Flintlock lock styles... Help me pick.

I too would suggest buying a kit - they are better described as parts sets - from Track or from Jim Chambers. I've done two Chambers rifles, each on the go for more than a year. There's plenty of challenge and artistry involved with these parts sets if you want to make something special, particularly in finishing the stocks, and you have the advantage of recreating a longrifle that is closely based on an actual surviving original (particularly so in the case of the Jim Chambers kits).

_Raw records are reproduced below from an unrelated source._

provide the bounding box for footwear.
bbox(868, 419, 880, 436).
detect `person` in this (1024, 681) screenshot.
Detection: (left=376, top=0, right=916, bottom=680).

Regarding locks, if you don't do a kit then you should choose a lock that is right for the rifle you are intending to recreate - if late 18th century a round-faced English or a Germanic style lock (as was the original Siler), or if early 19th century then probably an English Ketland-style lock. Brown Bess musket locks were not used on longrifles, probably because the locks were too large for the slender stock favoured by the Pennsylvania makers, though you do see them on American fowlers of this period. On New England militia muskets you occasionally see pistol-sized Tower locks, though don't be fooled by Pedersoli's 'Kentucky' rifle into thinking that little pistol-sized locks were standard for the American longrifle - I don't know why Pedersoli made that rifle with those little locks. The standard sized Siler locks sold by Track and Chambers accurately represent the size of locks on most original rifles of the late 18th century.

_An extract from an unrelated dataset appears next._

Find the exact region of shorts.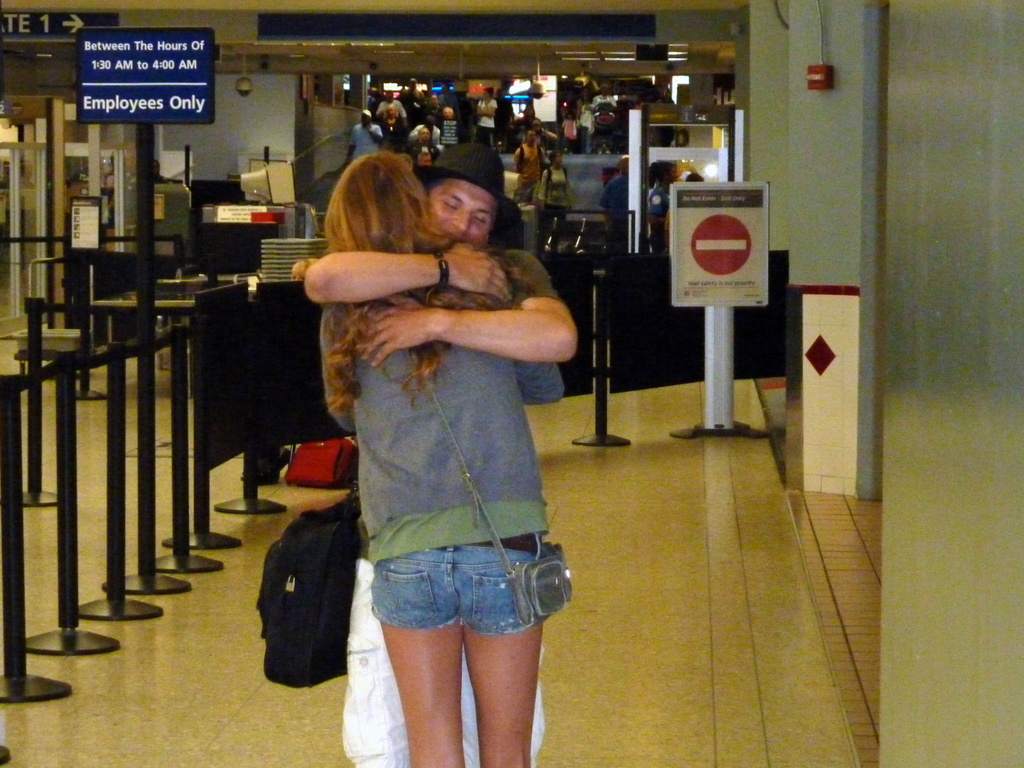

I found the Muzzleloading Forum to be a huge help when I was starting. There are some remarkable gunmakers there and the forum contains a phenomenal amount of information. There, you will see several gifted makers who work from scratch - except barrels and locks - and as you look at their work you see that they are successful because they have a huge knowledge of the American longrifle and its regional variations, and so can recreate rifles that are entirely in keeping with the historical context rather than just being generic.

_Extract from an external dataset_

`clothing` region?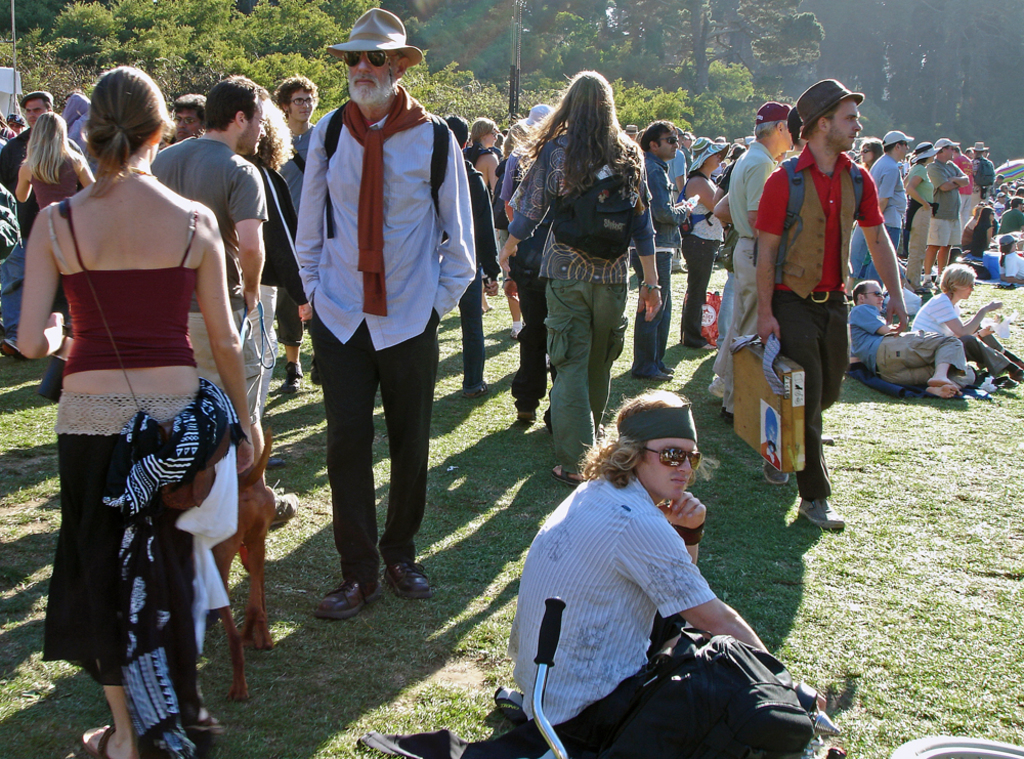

I also found the following books indispensable: Peter Alexander's The Gunsmith of Grenville County: Building the American Longrifle, Dixons' The Art of Building the Pennsylvania Longrifle, and Buchele, Shumway and Alexander's Recreating the American Longrifle. I was also lucky to acquire a copy of the bible of the American longrifle, Shumway's two-volume Rifles of Colonial America, which allowed me to study the originals that Jim Chambers used as the basis for his kits.